Abstract: This is the introduction to a special issue, focusing on the sociology of chilhdhood and youth in Canada.

Journal ArticleDOI
TL;DR: In this paper, a special issue, focusing on African Canadians, gender and sexuality, is presented, which adds to the body of empirical knowledge about gender and sexual identity and how they relate to identities, structures and systems within African Canadian communities.
Abstract: This is the introduction to a special issue, focusing on African Canadians, gender and sexuality. This special issue adds to the body of empirical knowledge about gender and sexuality and how they relate to identities, structures, and systems within African Canadian communities. All of the articles feature qualitative inquiries. These were conducted in Nova Scotia, Quebec, Ontario, and British Columbia and focused on education, policing, sexual agency and romantic relationships.


Journal ArticleDOI
TL;DR: In this article, des resultats preliminaires d'une recherche menee dans deux cegeps montrealais and ayant documente l’experience aux etudes de jeunes d'origine haitienne entre janvier 2017 and juin 2018.
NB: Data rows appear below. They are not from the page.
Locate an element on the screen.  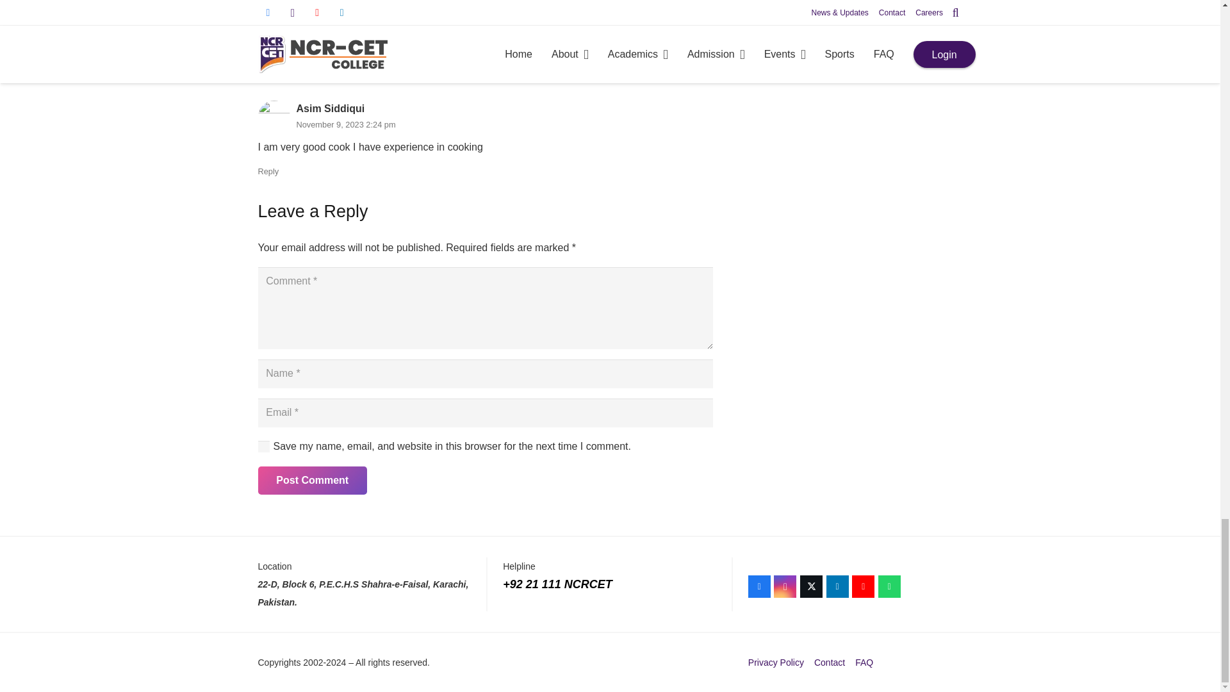
LinkedIn is located at coordinates (837, 586).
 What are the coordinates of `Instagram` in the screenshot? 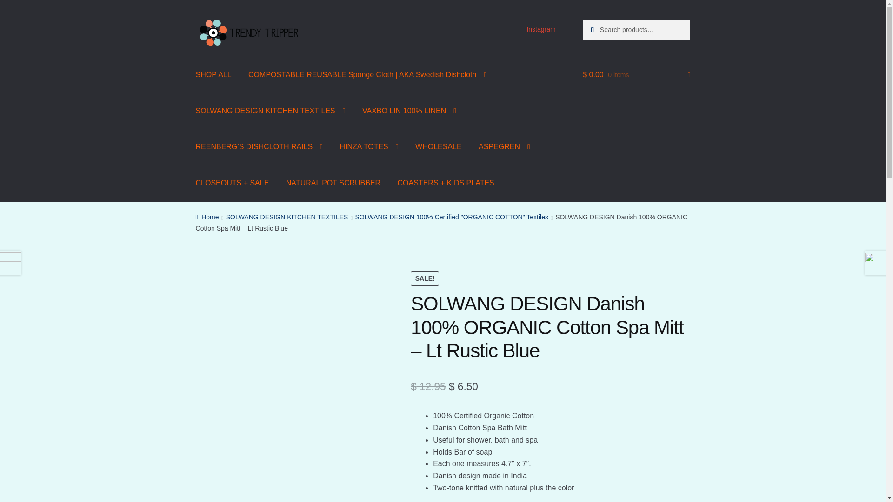 It's located at (541, 29).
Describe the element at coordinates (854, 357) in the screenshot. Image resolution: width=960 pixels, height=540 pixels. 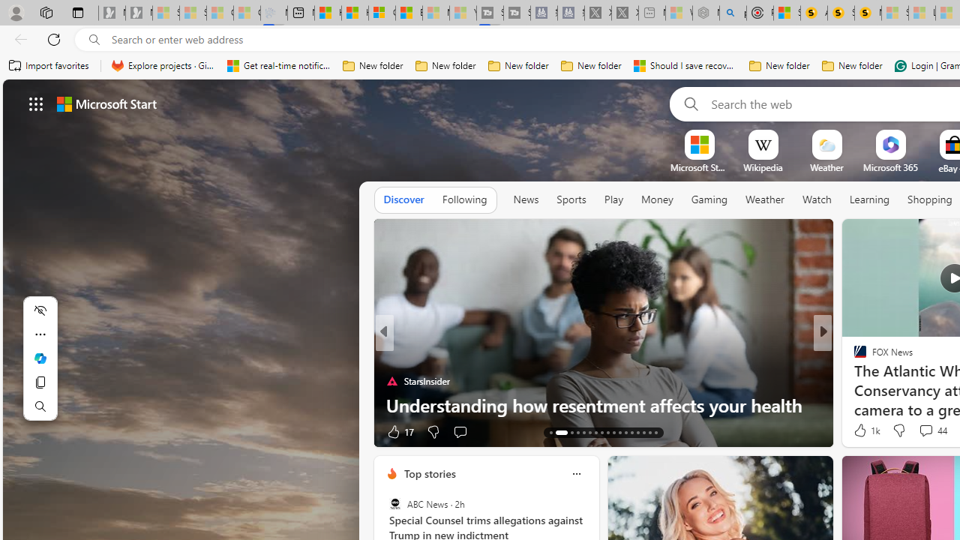
I see `The Kanso` at that location.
Abstract: Cet article presente des resultats preliminaires d’une recherche menee dans deux cegeps montrealais et ayant documente l’experience aux etudes de jeunes d’origine haitienne entre janvier 2017 et juin 2018. Des entretiens individuels ont ete realises avec une trentaine d’etudiantes et etudiants ainsi qu’avec une vingtaine de membres du personnel des colleges (N=53). Bien que l’objectif de la recherche ne fut pas d’analyser explicitement les effets de l’appartenance de genre sur le rapport aux etudes, ces enjeux ont rapidement emerge du discours des participants, qui relevent des differences marquees dans les comportements et pratiques des etudiantes et etudiants sur le plan de l’orientation, de la mobilisation dans les etudes et de la sociabilite. Les jeunes femmes se distingueraient par leur niveau eleve d’engagement et un fort volontarisme, tandis que leurs pairs masculins sont presentes comme etant moins motives, moins perseverants et plus portes sur la sociabilite. Nous discutons des hypotheses evoquees par les membres du corps etudiant et du corps professionnel pour expliquer ces comportements differencies selon le genre. Nous mettons en evidence les effets croises du genre, de l’ethnicite et du milieu social sur la perseverance aux etudes postsecondaires des etudiantes et etudiants.